Posted by jbisso at 05:12 PM
November 06, 2002
accidental direction

As I watched Peter Bogdanovich interviewing David Chase on the first season Sopranos DVD, I was a little irked by Bogdanovich constantly referring to his index card questions, but soon I just got into the answers and the explanations. Chase describes how he created the show, first as a pilot for Fox and then as an HBO series. At one point, Bogdanovich mentions something that Orson Welles had told him in response to something that John Ford had told Bogdanovich in another interview: "most of the good things [in filmmaking] happen by accident'. And I repeated this to Welles... I said 'is that true?' And Orson said, 'yes, you could say that the director is a man who presides over accidents'." He also mentions it here.

Posted by jbisso at 06:29 PM
November 05, 2002
pater patriae

A fun quiz, but cultural biased. The questions and answers were humorous and slightly quirky. I must get around to reading McCullough's book on Adams.






Which Founding Father Are You?


Posted by jbisso at 09:33 AM
November 04, 2002
petit jury duty

Well, the gumint has called in my right to kvetch by issuing a summons for jury duty. At least they have a website where you can check to see if you need to report the next day, but the fact that I'm on a day by day call for the entire month of November probably means I'll meet my quota of a blog entry per day for a month. Yay! Unfortunately, the month of December will be a tougher ordeal as I'll be on the road in Europe for 17 days.

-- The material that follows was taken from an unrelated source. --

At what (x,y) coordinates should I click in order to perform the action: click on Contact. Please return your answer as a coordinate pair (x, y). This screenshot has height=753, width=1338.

Posted by jbisso at 04:00 PM
November 03, 2002
open zaurus

Finally getting back to the PDA I bought on the fourth of July: a Zaurus. Anyway, I've tried personal organizer of the paper and leather kind, but they just didn't take. So now I'm reading up on the open source Zaurus OS (oz) and Opie. I've been able to install and run Apache with a PHP module and MySQL, and I'm planning on writing a little web app that allows me to take structured notes for DVD titles, books, and other info.

Posted by jbisso at 03:24 PM
November 02, 2002
continued fractions

Erling and I discussed the madness of mathematicians (e.g., Gödel, Cantor), and it seems this is common knowledge. I told him I was writing a story about a person who tries to extract meaningful texts from irrational numbers. We had a laugh. I've been reading Tor Nørretranders' book The User Illusion, more of which later. The information of information theory is a very strange concept to wrap one's noodle around.

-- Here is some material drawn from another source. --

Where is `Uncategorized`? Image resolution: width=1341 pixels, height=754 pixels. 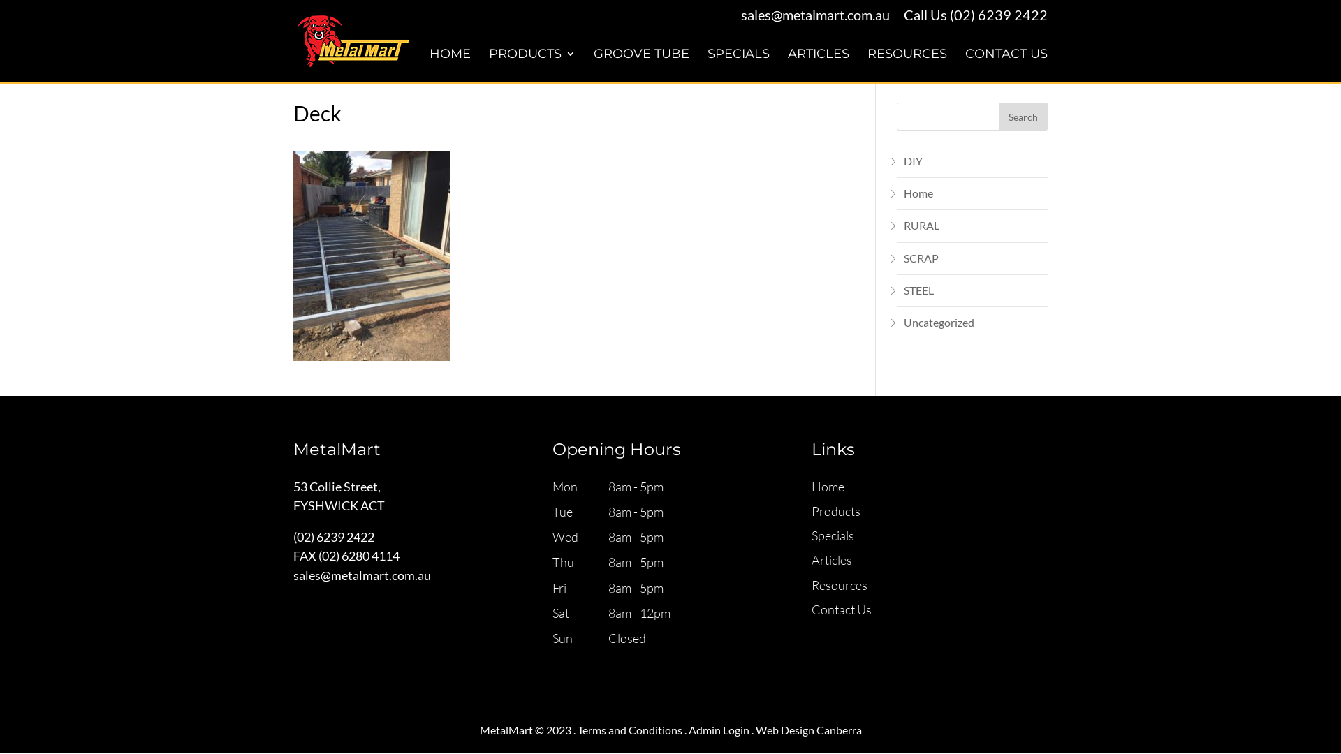 Uncategorized is located at coordinates (939, 323).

Posted by jbisso at 05:45 PM
November 01, 2002
blog into film

Interestingly, I came across another blog because it mentioned Jesse Schoem. I don't know John, but he knows Jesse, so I guess we're just one degree of separation apart. A couple of months ago, when somebody was talking about the whole six degrees of Kevin Bacon meme, and as it turned out, there's only one degree of separation between me and Anne Frank and Adolf Hitler. What a depressing and surreal sandwich.

Reading John's blog -- and I've been looking at quite a few these days (rather than writing this one) -- I got the feeling that I knew him. Kind of superficial, eh? It's probably the same kind of feeling that you get with a favorite actor or some other celebrity. In the case of an actor, it's usally some character or the sum of many that you feel that you know. And so it is with blogs: read somebody's journal entries and instant understanding of some unknown, unseen person. I really wouldn't have thought of this, if it weren't for the fact that we have a mutual friend. That somehow made John more real than the usual blogger type.

I feel about this blog the same way I do about my new libretto project and my old film project: procrastinatory. We'll just have to see if I can make it through an entire month, without missing a daily entry.

I watched Insomnia on DVD last week and liked it in a guilty pleasure, Hollywoody sort of way. When I looked it up, I surprized that it was a remake of a Norwegian film. What is it about the American movie industry? They've been remaking films since the teens of last century. Shooting books, lensing plays, what have you. Oh, well.